Going from Broadcom's sources to wireless card to WPA network

Suresh Govindachar sgovindachar at yahoo.com
Sat Feb 26 17:53:23 UTC 2011


 
 Bruno Wolff III wrote: 
 >On Sat, Feb 26, 2011 at 09:06:25 -0800,
 >  Suresh Govindachar <sgovindachar at yahoo.com> wrote:
 >>Bruno Wolff III wrote: 
 >>>On Sat, Feb 26, 2011 at 15:10:24 +0000,
 >>>  Suresh Govindachar <sgovindachar at yahoo.com> wrote:
 >>>> 
 >>>> But why such an indirect approach when Broadcom supports
 >>>> Linux on:
 >>>> http://www.broadcom.com/support/802.11/linux_sta.php (such
 >>>> support has existed since October 2008.)
 >>>
 >>>Because they don't let people redistribute their firmware.
 >> 
 >> They do;  that's why they have the linux_sta.php page linked
 >> above.
 >
 > That's not what I said. That page is Broadcom distributing
 > the firmware.  They don't let other people do it (at least
 > not without signing a contract).  
 
 Not so;  I have read their licence.txt -- have you?  The
 licence.txt is in simple English (not leaglease) -- it allows
 distribution of the firmware.

 > Hence it can't be in Fedora.

 My original question was why use the indirect approach of
 fwcutter rather than the direct approach of using the stuff
 provided by Broadcom.  The question was _not_ about why
 Broadcom's firmware is not distributed in Fedora.

 I think the reason why Broadcom's firmware is not in Fedora is
 because Broadcom does not provide (VHDL, Verilog or whatever)
 source code for the firmware, and Fedora.org wants source code
 for everything in it distributes.
   
 > They don't typically seem to enforce that, as router distros
 > have been doing that for a long time. But that doesn't mean
 > that it is right or wise to do so.
 > 
 > Fedora will include firmware that is freely redistributable
 > (even if it is restricted to being unmodified) in order to
 > have functional hardware support.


WHAT IS EXPECTED -
Count up the lines below in which the string "order" appears. The reply should be that number alone.

MATERIAL PROVIDED -
++++++++++

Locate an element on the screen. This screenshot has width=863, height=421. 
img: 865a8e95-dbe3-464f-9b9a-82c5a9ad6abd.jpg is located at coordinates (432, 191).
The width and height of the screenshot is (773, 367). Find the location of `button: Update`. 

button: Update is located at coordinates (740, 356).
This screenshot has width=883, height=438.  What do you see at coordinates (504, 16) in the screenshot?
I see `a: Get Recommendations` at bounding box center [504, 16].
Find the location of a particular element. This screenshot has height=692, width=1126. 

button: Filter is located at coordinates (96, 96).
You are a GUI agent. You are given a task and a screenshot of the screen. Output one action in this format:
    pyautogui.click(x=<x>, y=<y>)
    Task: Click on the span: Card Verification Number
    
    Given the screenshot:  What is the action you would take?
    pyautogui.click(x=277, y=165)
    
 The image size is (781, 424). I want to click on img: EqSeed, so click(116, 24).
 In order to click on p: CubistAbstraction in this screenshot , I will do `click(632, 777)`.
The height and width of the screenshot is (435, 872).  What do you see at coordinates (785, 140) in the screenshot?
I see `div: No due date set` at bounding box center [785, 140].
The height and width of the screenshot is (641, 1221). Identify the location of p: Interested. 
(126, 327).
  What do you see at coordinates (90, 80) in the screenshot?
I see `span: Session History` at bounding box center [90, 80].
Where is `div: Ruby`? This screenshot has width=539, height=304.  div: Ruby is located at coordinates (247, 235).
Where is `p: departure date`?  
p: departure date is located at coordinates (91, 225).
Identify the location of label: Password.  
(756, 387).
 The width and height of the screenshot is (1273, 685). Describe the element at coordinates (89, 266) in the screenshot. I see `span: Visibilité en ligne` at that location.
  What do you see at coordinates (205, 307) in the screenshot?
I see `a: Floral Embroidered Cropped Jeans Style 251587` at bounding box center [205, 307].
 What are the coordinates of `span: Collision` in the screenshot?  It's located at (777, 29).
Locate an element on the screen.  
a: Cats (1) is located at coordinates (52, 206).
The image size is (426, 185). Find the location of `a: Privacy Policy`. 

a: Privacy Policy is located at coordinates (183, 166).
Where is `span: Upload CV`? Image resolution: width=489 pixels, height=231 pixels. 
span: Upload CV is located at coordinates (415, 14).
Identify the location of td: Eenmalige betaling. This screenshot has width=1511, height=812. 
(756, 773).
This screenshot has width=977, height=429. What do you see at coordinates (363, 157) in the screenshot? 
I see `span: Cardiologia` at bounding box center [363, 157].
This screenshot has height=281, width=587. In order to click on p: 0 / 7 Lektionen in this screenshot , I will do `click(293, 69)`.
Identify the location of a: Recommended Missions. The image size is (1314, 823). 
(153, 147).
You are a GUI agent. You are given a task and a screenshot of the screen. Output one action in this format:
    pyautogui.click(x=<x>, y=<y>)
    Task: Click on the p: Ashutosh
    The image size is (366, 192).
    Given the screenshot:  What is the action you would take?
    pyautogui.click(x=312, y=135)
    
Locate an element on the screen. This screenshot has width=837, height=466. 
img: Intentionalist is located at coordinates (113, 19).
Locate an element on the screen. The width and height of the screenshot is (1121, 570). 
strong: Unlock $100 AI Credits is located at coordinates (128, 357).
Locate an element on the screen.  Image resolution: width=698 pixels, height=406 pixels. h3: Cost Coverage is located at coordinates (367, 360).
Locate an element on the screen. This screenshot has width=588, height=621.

++++++++++

ANSWER TO THIS PROBLEM -
2